Bad Days in History

Burleith resident Michael Farquhar’s latest book was published in April by the National Geographic Society.  Photo by mark thiessen.

Burleith resident Michael Farquhar’s latest book was published in April by the National Geographic Society.  Photo by mark thiessen.

By Michael Farquhar

Plucked from all eras of history, and from around the globe, the 365 bad days in my new book are intended to amuse, tantalize, and enlighten—without being predictable. Thus, to cite one famously rotten day, Lincoln’s assassination gets short shrift. Look instead at the tragic effect it had 18 years later on the couple who shared the Lincolns’ box at Ford’s Theatre.

December 23, 1883 | John Wilkes Booth’s Other Victim

The psychic scars that the assassination of Abraham Lincoln left on the nation were deep and enduring, but for the president’s companions that fateful evening at Ford’s Theatre—Maj.

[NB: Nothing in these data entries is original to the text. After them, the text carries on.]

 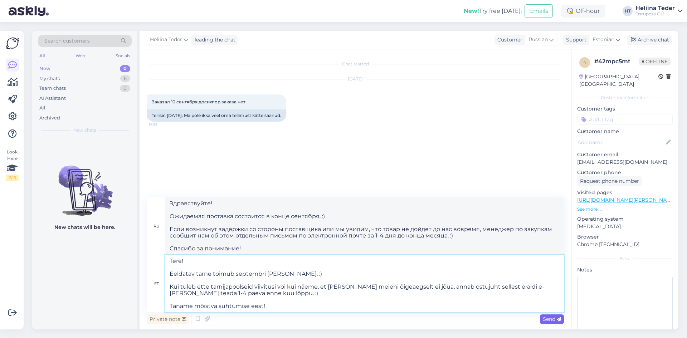 What do you see at coordinates (625, 270) in the screenshot?
I see `p: Notes` at bounding box center [625, 270].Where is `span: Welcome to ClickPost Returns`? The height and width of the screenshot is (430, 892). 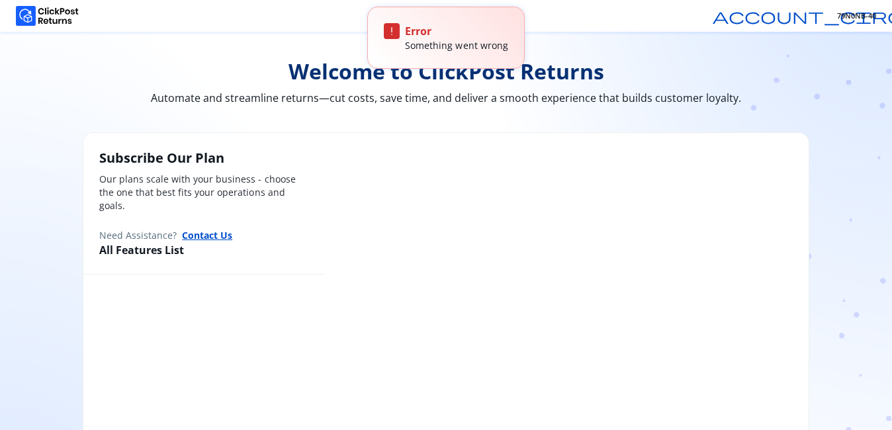 span: Welcome to ClickPost Returns is located at coordinates (446, 71).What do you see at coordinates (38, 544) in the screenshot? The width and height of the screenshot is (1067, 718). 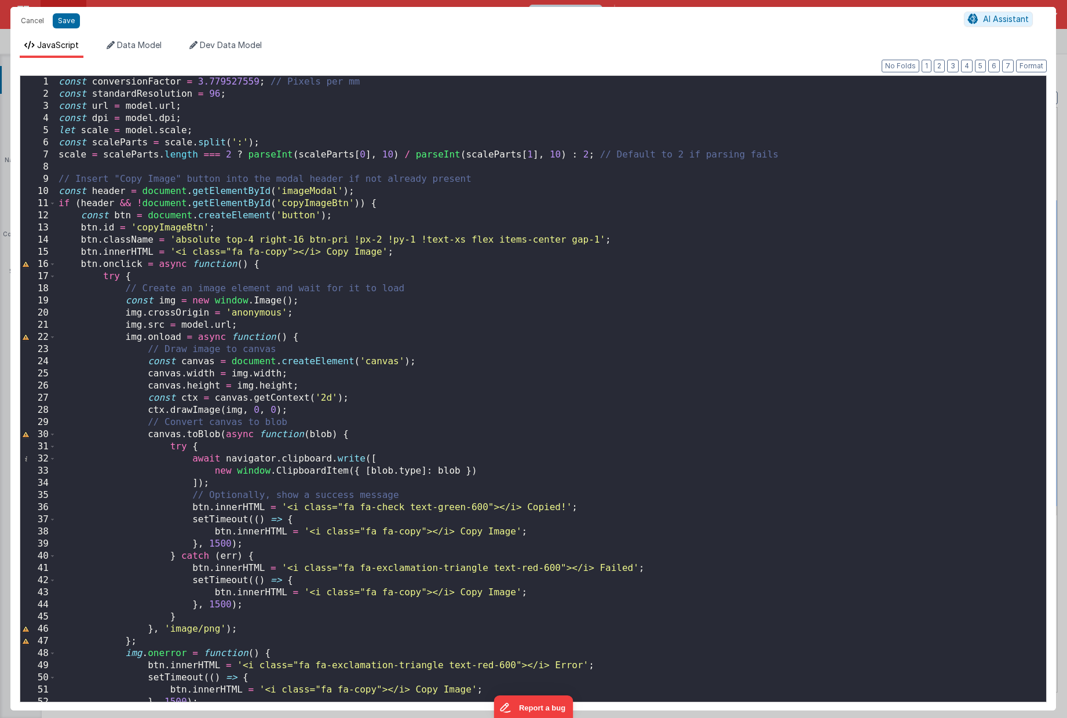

Henry Rathbone and his fiancée, Clara Harris—the trauma proved particularly tragic.

Rathbone didn’t hear John Wilkes Booth sneak into the president’s box during the performance of Our American Cousin, and, right after shooting Lincoln, the assassin immediately disabled him with a deep knife slash to the arm. As Rathbone stood there bleeding and helpless, Booth made his famous escape by leaping onto the stage and slipping out of the theater. It was a moment of horror from which the Civil War veteran would never recover.

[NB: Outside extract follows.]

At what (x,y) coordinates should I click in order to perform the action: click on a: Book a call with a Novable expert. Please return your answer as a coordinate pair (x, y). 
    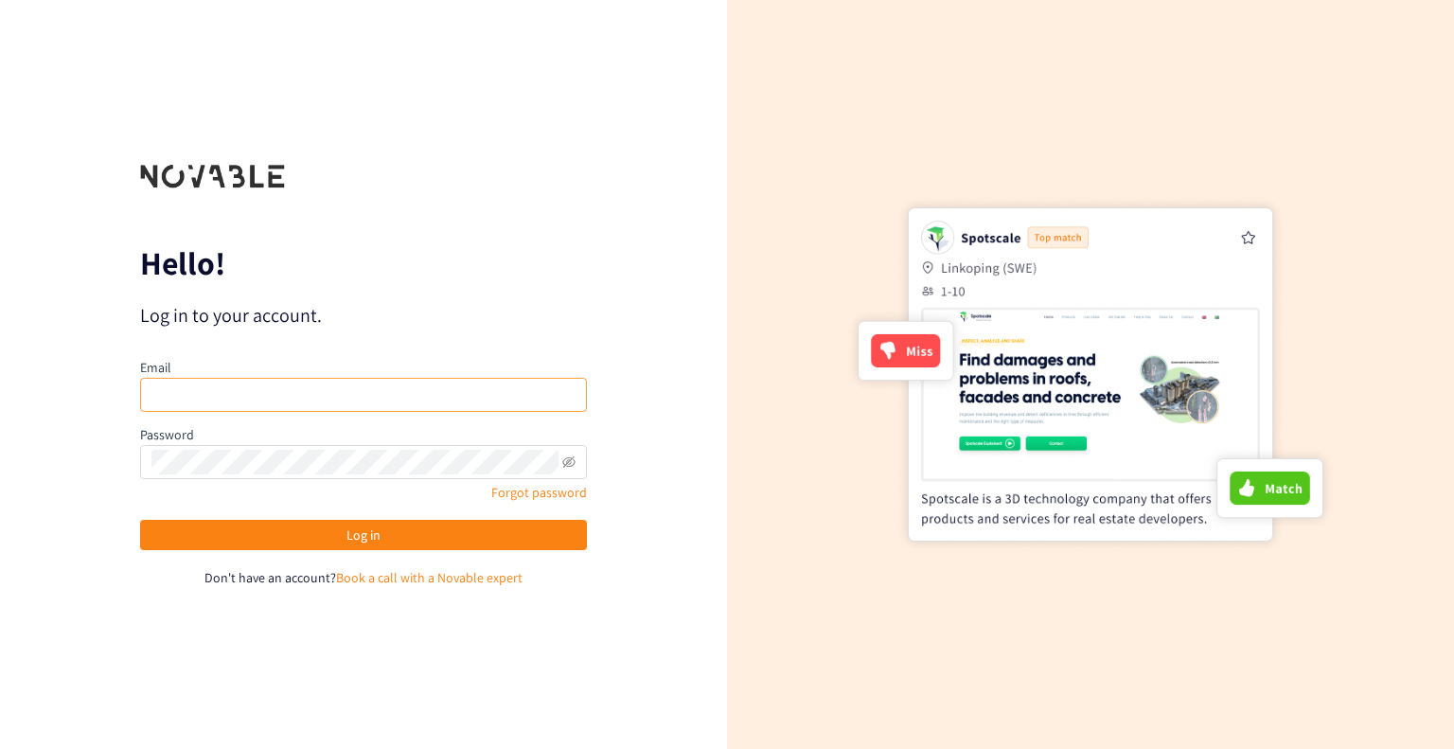
    Looking at the image, I should click on (429, 577).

As President Lincoln lay dying at a home across the street from the theater, Rathbone, who had helped bring him there, drifted in and out of consciousness from blood loss—his head resting on his fiancée’s lap. As it turned out, Booth’s knife attack had severed an artery. Nevertheless he eventually recovered—at least physically—and married Clara Harris.

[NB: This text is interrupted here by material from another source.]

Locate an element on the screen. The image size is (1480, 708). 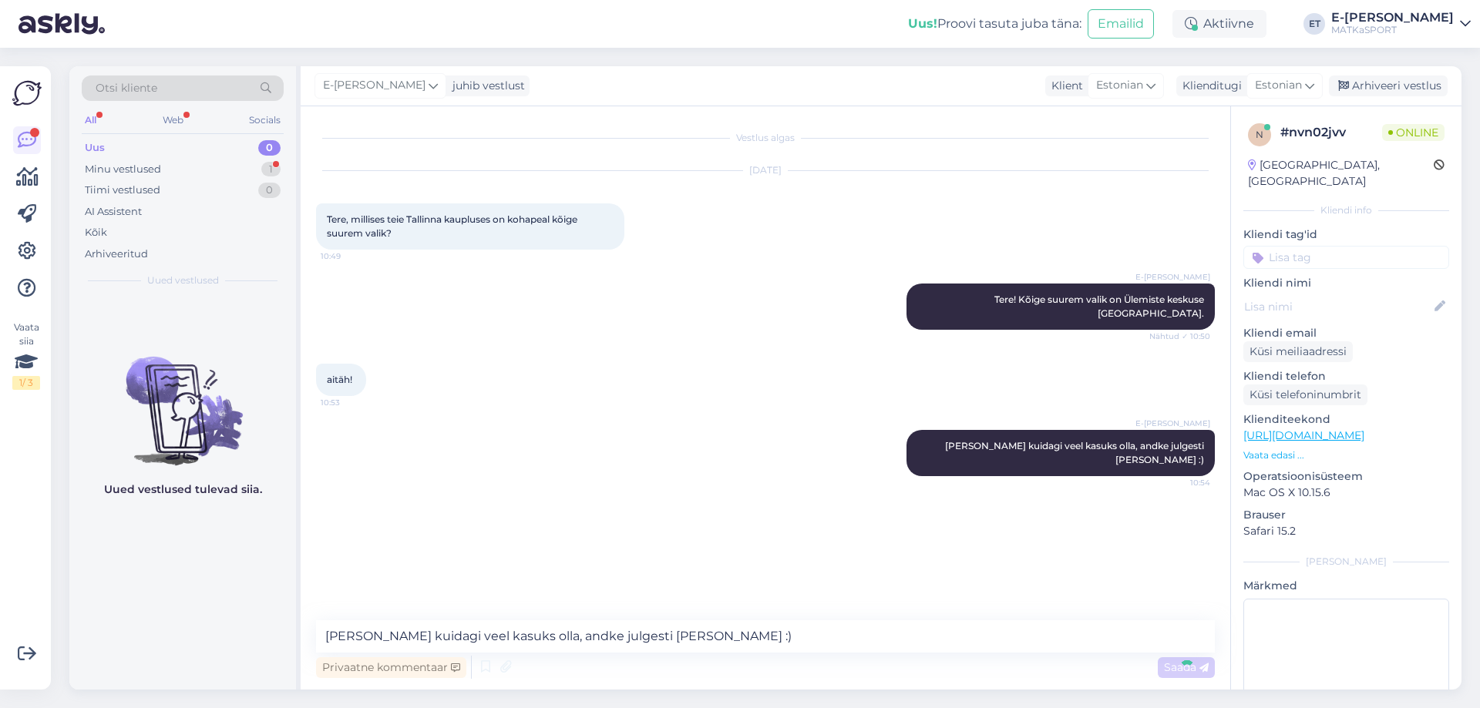
p: Märkmed is located at coordinates (1346, 586).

In 1882, the couple, along with their three children, moved to the German state of Hanover, where Rathbone had been appointed U.S. consul. But there was little relief from the mental agony of the assassination and his inability to stop it. “I understand his distress,” Clara wrote to a friend. “In every hotel we’re in, as soon as people get wind of our presence, we feel ourselves become objects of morbid scrutiny . . . Whenever we were in the dining room, we began to feel like zoo animals. Henry . . . imagines that the whispering is more pointed and malicious than it can possibly be.”

On the evening of December 23, 1883, Rathbone, his mental state always fragile, finally snapped. Clara sensed something was wrong when her husband tried to force himself into their children’s bedroom. When she tried to stop him, he shot her, and then repeatedly stabbed her before turning the knife on himself. Clara died, but Rathbone survived to spend the remaining 27 years of his life in a German asylum for the criminally insane.


April 15 | Death and Taxes and Death

What’s done is done on this truly dreadful day: Abraham Lincoln succumbed to the wounds inflicted by his assassin in 1865; the Titanic sank in 1912; the Great Mississippi Flood of 1927, the worst in U.S. history, began; and the Boston Marathon bombers committed their dastardly act of terror in 2013. But just to keep the spirit of April 15 alive and relevant, the government would like to remind you that taxes are due in the mail by midnight.

Illustration © 2015 by Giulia Ghigini.

Illustration © 2015 by Giulia Ghigini.